What can be better than seeing a film where the two greatest actors of our generation, Rachel Weisz and Michael Shannon share the same scene? Yes, that is what you should look forward to when you begin watching Joshua Marston’s Complete Unknown. But as per the storyline, that’s where the questions, I am afraid, you will have to ask whether was it worth telling or not…
Rachel Weisz portrays a woman with so many names that even she might lose track of them sooner or later. Today she is a magician. Tomorrow she is a surgeon. The day after she is a biologist. But in reality, Alice is a person who can’t let go of the past. After travelling back and forth from one side of the world to another, she lands in America to say hello to a man, who more or less is responsible for the choices she has to make.
It’s Tom’s (Michael Shannon) birthday, when his friend and colleague Clyde (Michael Chernus) brings a newly met woman, Alice at Tom’s birthday party. Certainly, the viewer will be able to tell right away that this woman has a hidden agenda, but it will take a bit of time to figure out. But when after telling her stories at the party how she lived in Tasmania, and then in Asia, Tom after a while recognizes in her a woman he used to be in love with.

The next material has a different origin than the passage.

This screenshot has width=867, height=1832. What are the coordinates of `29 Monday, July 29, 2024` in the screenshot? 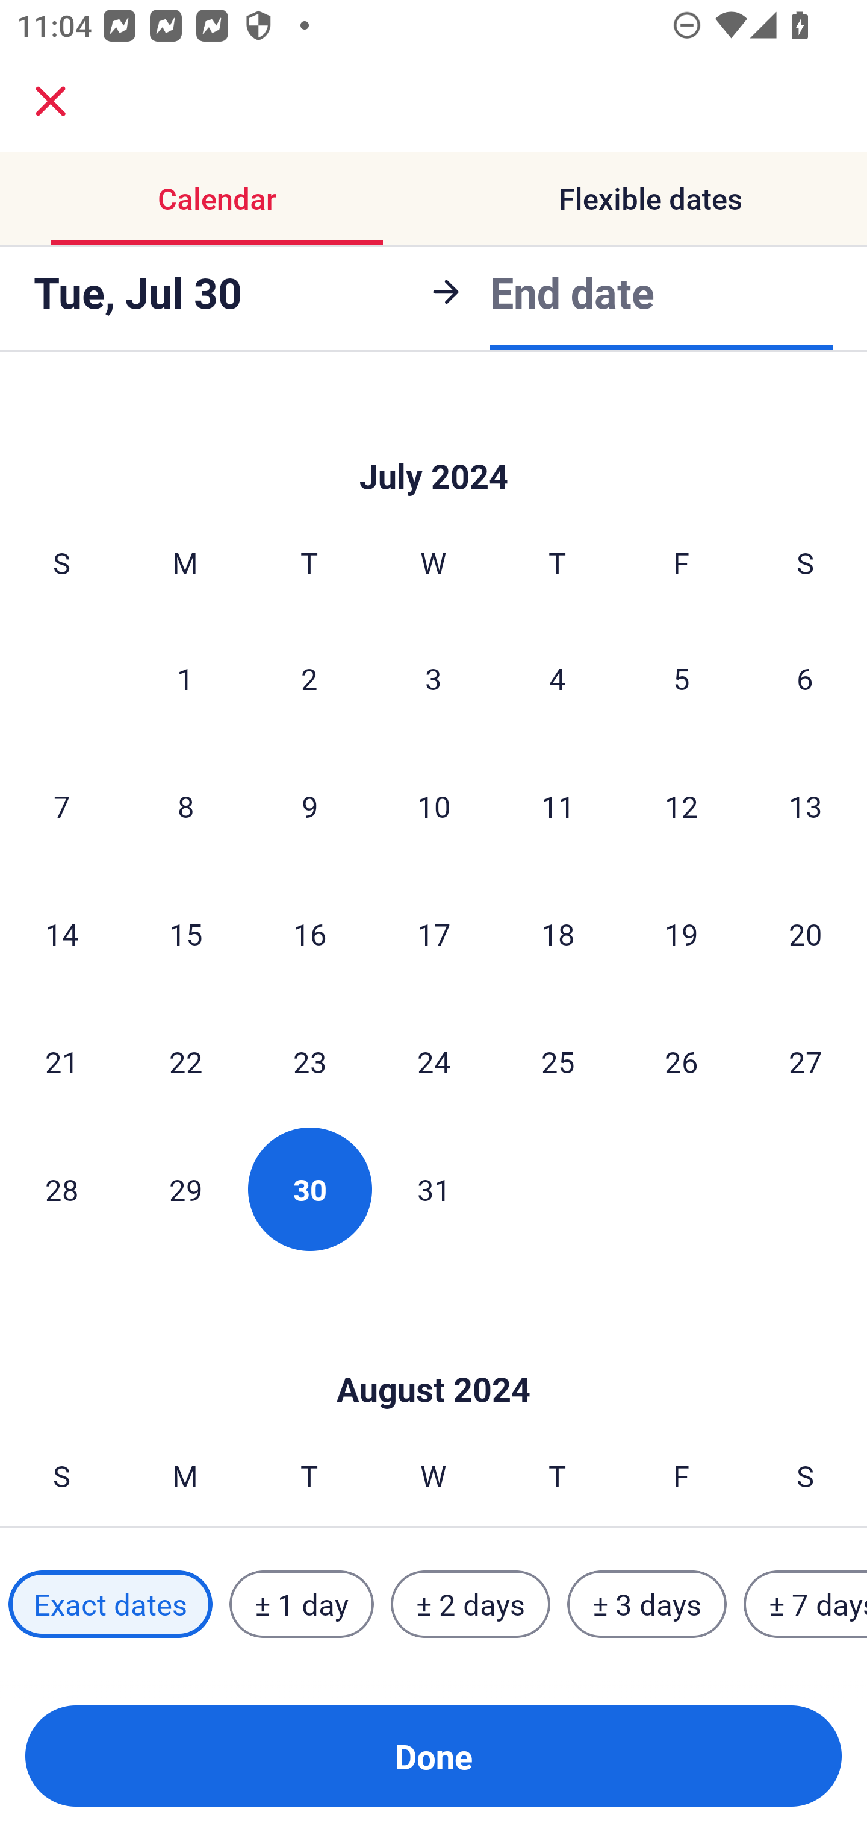 It's located at (186, 1188).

What was the reason of their separation won’t be explained fully, but it will appear that the young woman this time is willing to clarify her expectations from life by encountering an endless conversation with Tom, who will finally be able to bring Alice to a certain state of mind she expected for such a long time. However, the feeling of the journey she had all these years worth of one-day event or not is something only you, as the audience, by watching Tom and Alice will be able to tell.
Joshua Marston has directed a few notable titles such as Maria Full of Grace and famous TV series, The Good Wife and An American Crime. However, with Complete Unknown it looked that he was not sure in which direction to take the actors. Having Michael Shannon, Rachel Weisz and Kathy Bates in one film is a dream for any filmmaker, but, I am afraid the outcome of Complete Unknown can hardly be considered as a dreamy one.

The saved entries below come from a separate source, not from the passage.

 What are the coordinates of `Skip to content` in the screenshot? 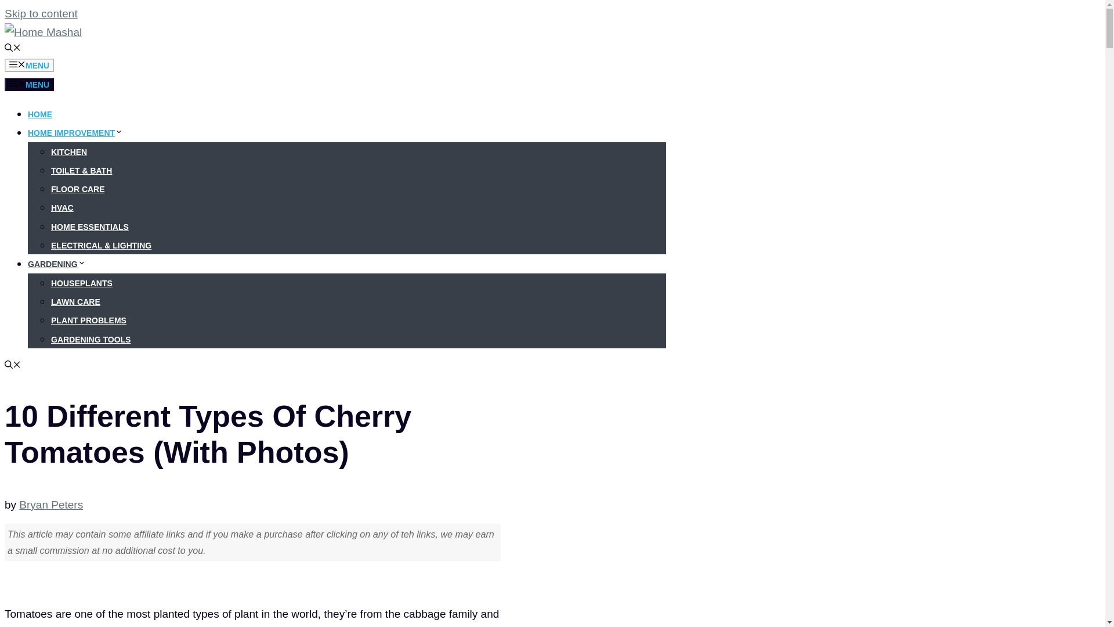 It's located at (41, 13).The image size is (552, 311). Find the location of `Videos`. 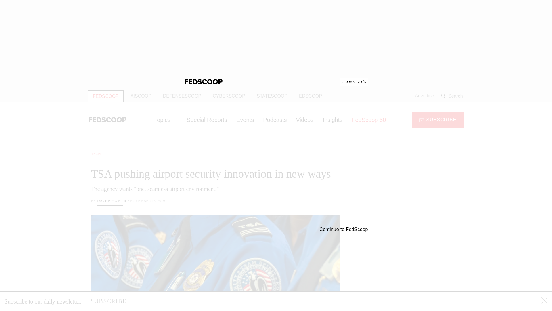

Videos is located at coordinates (305, 119).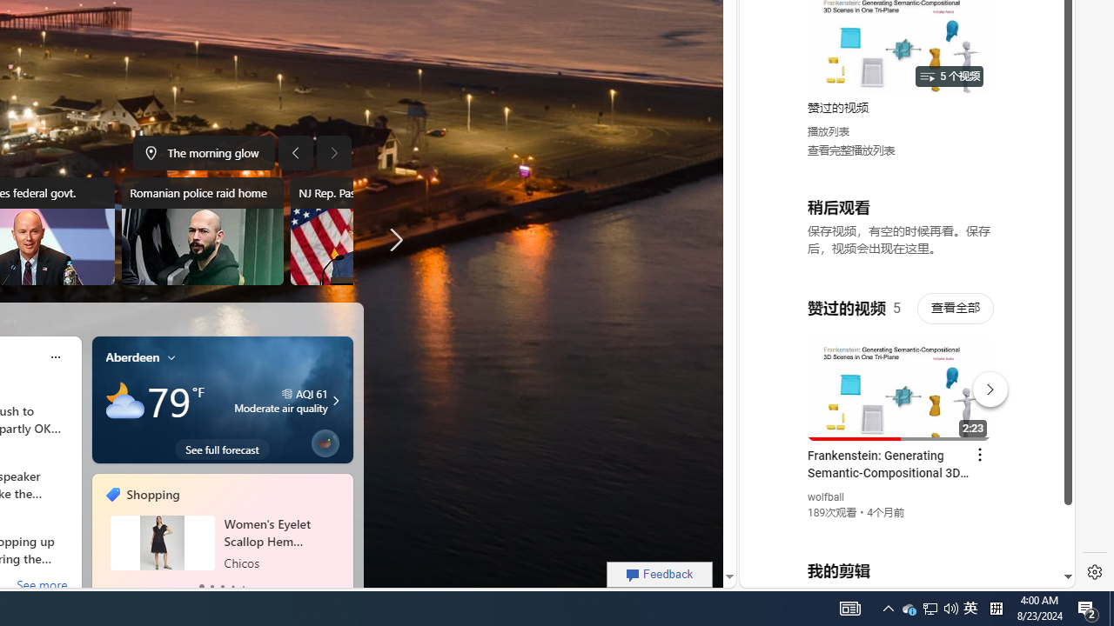 This screenshot has width=1114, height=626. What do you see at coordinates (392, 240) in the screenshot?
I see `More news` at bounding box center [392, 240].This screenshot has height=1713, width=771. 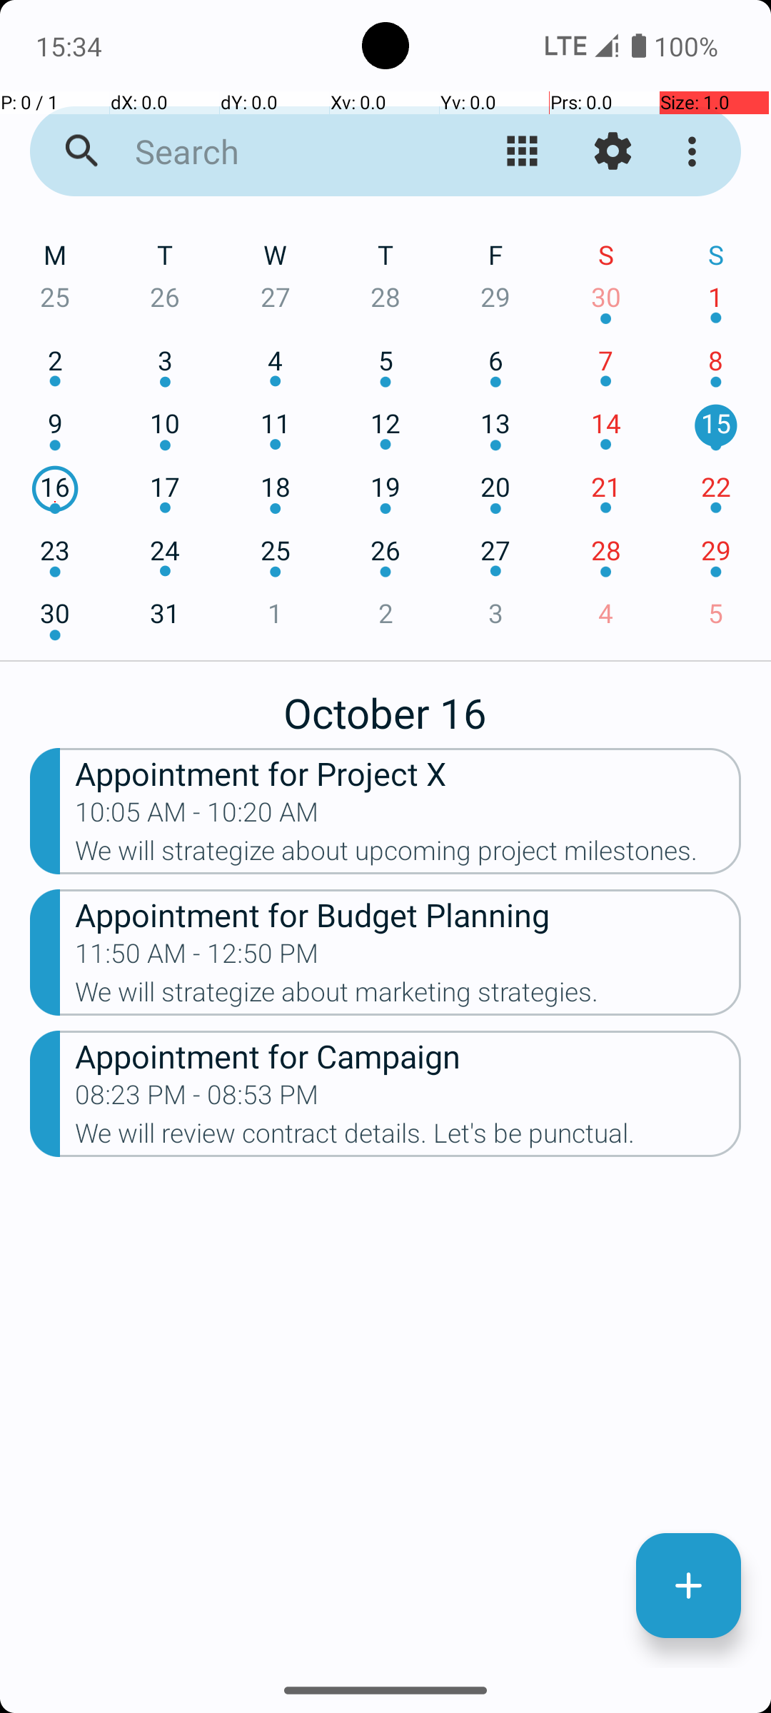 What do you see at coordinates (385, 705) in the screenshot?
I see `October 16` at bounding box center [385, 705].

Despite a unique storyline that will be accepted and understood by only a small number of viewers, Joshua Marston as a director could not find depth in the story, which I am afraid, even you will notice. It’s not like it is an unwatchable film, it was just the directorial approach that will take this film to an unknown direction, which none of us would like to locate it afterwards. For that, the actors or the plot cannot be blamed, but Joshua Marston who needed to take Alice’s life seriously to help Rachel Weisz to immortalize her. Because she, like no one else, knows how to revive even an absolutely “dead” and “soulless” character.